DATA EXCERPTS
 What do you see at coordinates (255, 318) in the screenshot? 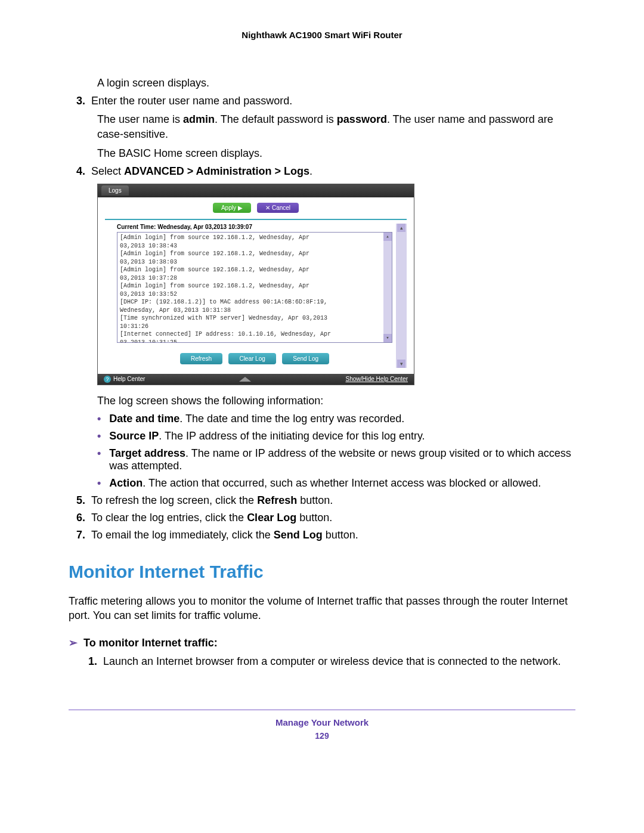
I see `log-line: [Time synchronized with NTP server] Wedn…` at bounding box center [255, 318].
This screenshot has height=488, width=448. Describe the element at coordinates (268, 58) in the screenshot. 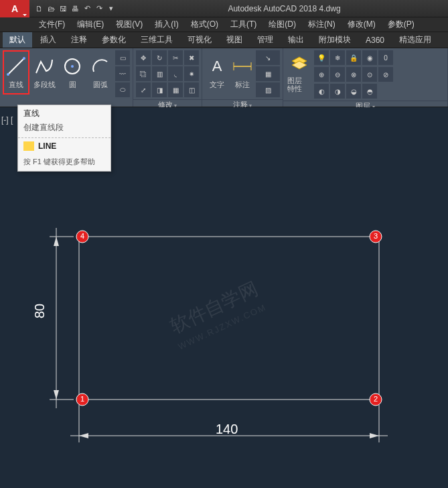

I see `leader-icon: ↘` at that location.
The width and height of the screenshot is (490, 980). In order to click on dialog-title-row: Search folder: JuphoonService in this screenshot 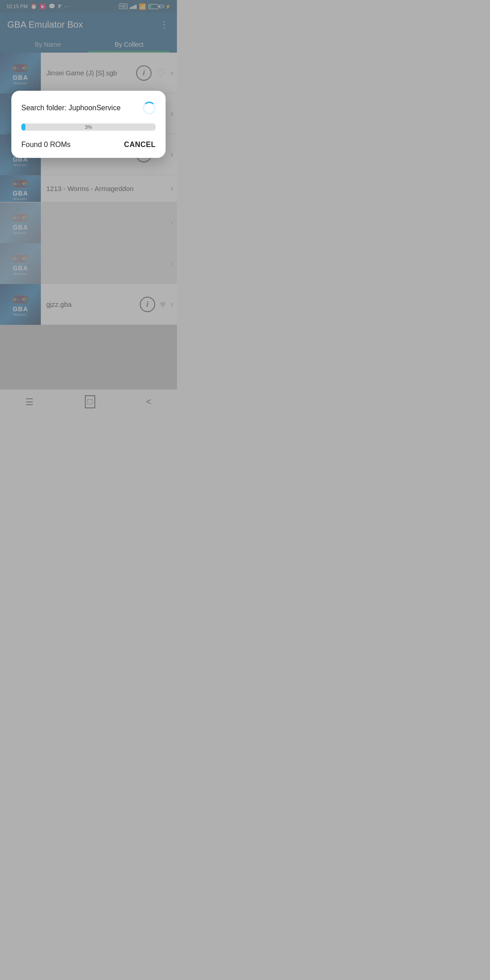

PROBLEM DETAILS
With pictures left out, extract the lines from the one containing "This screenshot has" to the end of the material above, both included, exactly as written.

OUTPUT
This screenshot has height=488, width=448. Describe the element at coordinates (268, 58) in the screenshot. 

I see `leader-icon: ↘` at that location.
The width and height of the screenshot is (490, 980). In order to click on dialog-title-row: Search folder: JuphoonService in this screenshot 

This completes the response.